The thesis culminates in the ecological approach to complexity, where architecture is not a mute object or a single moment of creation imposed on a context but rather an emergent force creating ripples in its ecosystem. When we design in this way, we leverage Complexity rather than attempting to simplify or ‘dominate’ it. An architect designing within complexity assumes the role of a curator bringing together seemingly disparate threads and creating new connections to make a whole.

 

Critic's Text

As part of the Urban Pedagogy Lab, Kavita Sharma proposes the role of the architect is to navigate complexity, cultivating methods to act as a curator of relationships, as much as a designer of spaces.

Working in partnership with Ara Manawa, this position emerged through speculating on the future of the Greenlane Clinical Services Center, a significant hospital site with a complex history. Located on the isthmus of Tāmaki Makaurau Auckland, the inward looking hospital campus faces away from its largely residential neighbourhood, cut off from Cornwall Park and the tupuna maunga, Maungakiekie.

Since its inception the hospital has developed in an ad hoc manner. With healthcare issues ever increasing and densification of the neighbourhood happening at pace, new pressures emerge. Drawing on histories of approaches to complexity, combined with expanded architectural practices of ‘bottom up development’, Kavita acts as an interlocutor of possibility. New relationships are mapped across multiple government agencies, NGO’s, staff and neighbourhood groups to imagine increased agency and connection.

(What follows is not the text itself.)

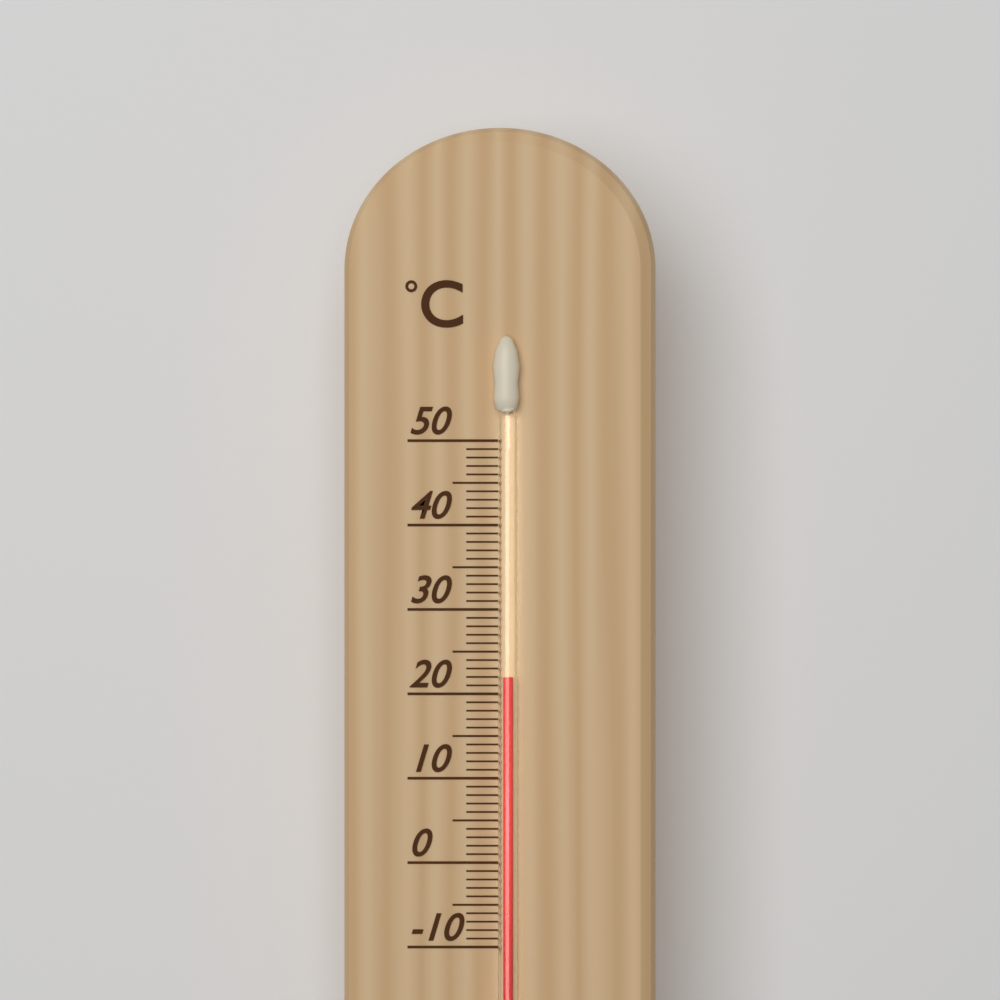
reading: 22 °C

The issues are first distilled through a small scale case study; a currently closed on-site swimming pool, funded by staff and built for staff and community use, is re-invigorated by proposing new management scenarios through relationships with a neighbourhood gym and nearby school. This relational approach is then scaled up to tackle the challenging and entangled questions of workforce supply and patient accommodation. With new relationships mapped across multiple bodies to fund development, the proposal sees staff, university medical students, patients from remote locations and patients without homes all housed on the site, while providing increased amenity and opening new connections to the neighbourhood.

Working alongside her colleagues in the Lab and with Ara Manawa Kavita developed this highly detailed proposal and honed a capacity to communicate such complex scenarios is highly effective ways.